Illegal wildlife traders in Laos and China are seeking to cash in on fears over the outbreak.
Wild animal parts are now touted as cures for new coronavirus
A deadly new coronavirus, which has been linked to China’s wildlife market, continues to take lives and infect yet more people. So one would assume that wildlife traffickers have learned their lesson and stopped peddling their ill-gotten fare, at least for the time being.
Quite the opposite.
Illegal wildlife traders in Laos and China are now trying to cash in on widespread fears over the viral outbreak by peddling quack remedies made from rhino horn and other endangered animal parts, according to the Environmental Investigation Agency, which specializes in environmental crimes.
“The irony of traders marketing an illegal wildlife product to treat a virus believed to have originated in the wildlife meat trade again highlights the need for governments, particularly China, to tackle demand for threatened wildlife used in traditional medicine,” the EIA stresses.
Wildlife traffickers and merchants in Laos and China have been using social media platforms to hawk products like Angong Niuhuang Wan, a classic prescription believed to treat the effects of stokes and reduce fever. It is sold on social media in the form of pellets and balls made up of minerals, herbs and animal parts. Now this ancient medicine is now being touted by several sellers as an effective cure for the new coronavirus.
“One of the sellers is based in China and has a long history of offering tiger, elephant, helmeted hornbill, rhino and other illegal wildlife for sale via WeChat,” the EIA notes.
“Another is a Chinese-owned company with multiple retail outlets in the Laotian capital Vientiane selling tiger, elephant, bear, rhino and other wildlife parts and derivatives. Some items are sold openly and others under-the-counter, while the company WeChat account is full of illegal wildlife for sale.”
Therein lies a problem. Policing social media is a Herculean undertaking, not least because sellers often use code words for their illicit merchandise. Another problem is that many of these quack remedies originate in countries like Laos and North Korea where law enforcement against the illegal wildlife trade is weak or nonexistent.

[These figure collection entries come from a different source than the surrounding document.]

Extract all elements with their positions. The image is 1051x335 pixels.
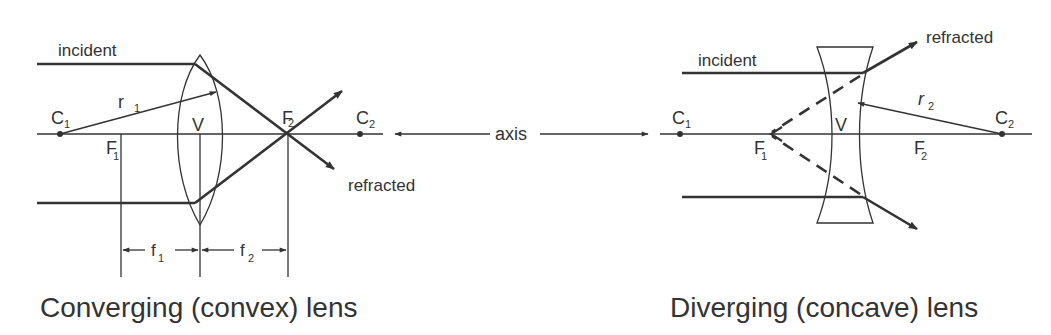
c2-point <box>999 131 1005 137</box>
concave-r-label: r <box>918 89 925 109</box>
convex-vertex-label: V <box>192 115 204 135</box>
concave-vertex-label: V <box>835 115 847 135</box>
convex-c1-subscript: 1 <box>64 118 70 130</box>
lens-diagram: incident refracted C 1 C 2 F 1 F 2 r 1 V… <box>0 0 1051 335</box>
concave-refracted-label: refracted <box>926 28 993 47</box>
convex-c2-subscript: 2 <box>369 118 375 130</box>
c1-point <box>677 131 683 137</box>
axis-annotation: axis <box>395 124 648 144</box>
concave-f1-subscript: 1 <box>761 150 767 162</box>
convex-r-subscript: 1 <box>134 102 140 114</box>
refracted-ray-bottom <box>195 91 342 203</box>
refracted-ray-top <box>195 64 334 169</box>
concave-r-subscript: 2 <box>928 100 934 112</box>
convex-f1-dim-label: f <box>151 241 156 260</box>
c2-point <box>357 131 363 137</box>
concave-incident-label: incident <box>698 51 757 70</box>
concave-lens-diagram: incident refracted C 1 C 2 F 1 F 2 r 2 V… <box>660 28 1032 323</box>
convex-incident-label: incident <box>58 41 117 60</box>
convex-f1-dim-subscript: 1 <box>158 252 164 264</box>
concave-c2-label: C <box>995 108 1008 128</box>
convex-f1-subscript: 1 <box>113 150 119 162</box>
convex-c2-label: C <box>356 108 369 128</box>
convex-lens-diagram: incident refracted C 1 C 2 F 1 F 2 r 1 V… <box>37 41 415 323</box>
concave-c1-subscript: 1 <box>685 118 691 130</box>
refracted-ray-bottom <box>863 197 917 229</box>
convex-refracted-label: refracted <box>348 176 415 195</box>
concave-f2-subscript: 2 <box>921 150 927 162</box>
convex-caption: Converging (convex) lens <box>40 292 358 323</box>
convex-r-label: r <box>118 92 124 112</box>
convex-c1-label: C <box>51 108 64 128</box>
c1-point <box>57 131 63 137</box>
concave-c1-label: C <box>672 108 685 128</box>
convex-f2-subscript: 2 <box>288 117 294 129</box>
virtual-ray-bottom <box>772 136 860 194</box>
axis-label: axis <box>495 124 527 144</box>
concave-c2-subscript: 2 <box>1008 118 1014 130</box>
convex-f2-dim-label: f <box>240 241 245 260</box>
concave-caption: Diverging (concave) lens <box>670 292 978 323</box>
convex-f2-dim-subscript: 2 <box>248 252 254 264</box>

Millions of people in China, Vietnam and elsewhere continue to believe in the curative power of quack remedies that have no actual medicinal properties or may even have harmful side-effects. Belief in pseudoscientific cures isn’t confined to traditional Chinese medicine, of course. In India, a prominent Hindu spiritual leader has declared that “consuming cow urine and cow dung will stop the effect of [the] infectious coronavirus.”
Such beliefs are held on account that cows are revered by Hindus as sacred animals with allegedly magical properties. Yet the practice of consuming cow dung and urine, however ill-considered that is, does not harm live cattle. The same cannot be said of traditional Chinese medicine, which requires the body parts of dead animals in several popular prescriptions.
“China remains a primary consumer of parts and products of rhinos, big cats, pangolins and several other species, including for their use in traditional medicines,” the EIA says. “To tackle this demand, policy changes needed include a comprehensive, permanent ban on the use of parts and products of wildlife threatened by trade, including those from captive sources.”